Stephan Balleux
Oh You Pretty Things
Patrick Painter
March 31 – May 12, 2018
Oh You Pretty Things is an ironic title. While Stephan Balleux‘s paintings could be construed as pretty, it is more a reference to the women who populate the compositions than to the totality of the depictions. There is something disturbing and haunting that predominates these images. In Suspension First, (2018) a large-scale oil painting colored to reference a sepia-toned photograph, a woman floats through the air. She hangs by her foot from gym rings, her body posed as if a bird in flight moving horizontally across the canvas. The painting is surreal and ambiguous. And, upon close examination, when it becomes evident that the subject is missing a hand, the image takes on a perplexing air. Is the work unfinished? Why did Balleux leave space for the hand yet not depict it? Who is this incomplete figure?

Suspension First
A similar discomfort persists in Pandora, (2018). Here the realistically rendered black and white scene features a young woman with long curls wearing an old-fashioned dress kneeling in the landscape. She sits among plants and grasses oblivious to the twisted trees and dream-like swirls behind her. In one hand she holds a rectangular card with a vignetted image/transparent hole in its center. The size and shape of this circle parallels the size and shape of the stump of her missing right arm. This Pandora, depicted as maimed, might have already experienced the contents – and consequences – of opening Pandora’s box.

Pandora
Another monochromatic painting, The Lioness (cover image, 2017), portrays a woman in a long dress wading in water that is receding from the shore. Her back is to a pack of giant lioness’ sipping at the water’s edge. Their eyes are on her, yet she seems oblivious to any danger. This surreal image, like many of Balleux’s works is a composite of disparate sources. As Dominique Païni has suggested (in Stephan Balleux: The Painting and its Double, Editions Racine, 2014), Balleux’s “way of painting starts with a collection of already existing images, whereby he does not ‘paint’ so much as assemble. His real and entire aim as a painter is to disfigure.” His paintings share a kinship with the macabre photographs of Joel Peter Witkin who often photographed disfigured models. Like Witkin, Balleux is interested in creating beautiful images of disturbing subjects. He also draws from Gerhard Richter in his use of monochromatic photo realistic depictions.

The Companion in Pearls
Two other paintings on view featuring a full color palette, The Guardian and The Companion in Pearls (both 2018), pair Balleux’s women with birds. In The Guardian a huge predatory bird is perched on a tree branch floating in a bright blue sky. A doll-sized barefoot woman, also dressed in sky blue, hugs the bird’s front leg, her entire body embracing its lower extremity. It is unknown whether their relationship is symbiotic. The Companion in Pearls is equally fascinating. Here, a woman in an evening gown with several long strands of pearls sits at a table staring out at the viewer. She is surrounded by realistically sized birds— two that stand on the table alongside an empty wine glass, while the others, brightly colored parrots, frolic on the branch of a tree. While the birds appear to be aware of the woman, she pays no attention to them.

Sleepwalker
Balleux’s paintings, while exquisitely rendered, have an unsettling aura. The works are both surreal and unreal. He depicts humans and animals as believable characters with ambiguous motivations. While the paintings are captivating and seductive, they allude to narratives that never quite resolve on the canvas or in the viewer’s imagination.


:: Your goal ::
Each entry below has to be written out again without any change.

:: Extracted information ::

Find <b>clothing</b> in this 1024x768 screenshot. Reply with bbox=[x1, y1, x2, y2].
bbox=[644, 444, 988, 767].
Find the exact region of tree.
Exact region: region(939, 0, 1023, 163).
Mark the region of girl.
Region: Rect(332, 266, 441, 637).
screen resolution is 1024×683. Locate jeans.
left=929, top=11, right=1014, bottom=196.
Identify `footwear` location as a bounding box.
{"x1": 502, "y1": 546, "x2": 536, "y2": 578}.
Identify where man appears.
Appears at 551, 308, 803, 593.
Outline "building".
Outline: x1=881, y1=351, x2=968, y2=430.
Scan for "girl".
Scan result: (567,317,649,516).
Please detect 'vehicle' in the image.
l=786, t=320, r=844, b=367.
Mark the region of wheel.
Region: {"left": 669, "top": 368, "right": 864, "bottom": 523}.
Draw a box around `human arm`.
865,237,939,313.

:: Task response ::
Find <b>clothing</b> in this 1024x768 screenshot. Reply with bbox=[x1, y1, x2, y2].
bbox=[644, 444, 988, 767].
Find the exact region of tree.
Exact region: region(939, 0, 1023, 163).
Mark the region of girl.
Region: Rect(332, 266, 441, 637).
screen resolution is 1024×683. Locate jeans.
left=929, top=11, right=1014, bottom=196.
Identify `footwear` location as a bounding box.
{"x1": 502, "y1": 546, "x2": 536, "y2": 578}.
Identify where man appears.
Appears at 551, 308, 803, 593.
Outline "building".
Outline: x1=881, y1=351, x2=968, y2=430.
Scan for "girl".
Scan result: (567,317,649,516).
Please detect 'vehicle' in the image.
l=786, t=320, r=844, b=367.
Mark the region of wheel.
Region: {"left": 669, "top": 368, "right": 864, "bottom": 523}.
Draw a box around `human arm`.
865,237,939,313.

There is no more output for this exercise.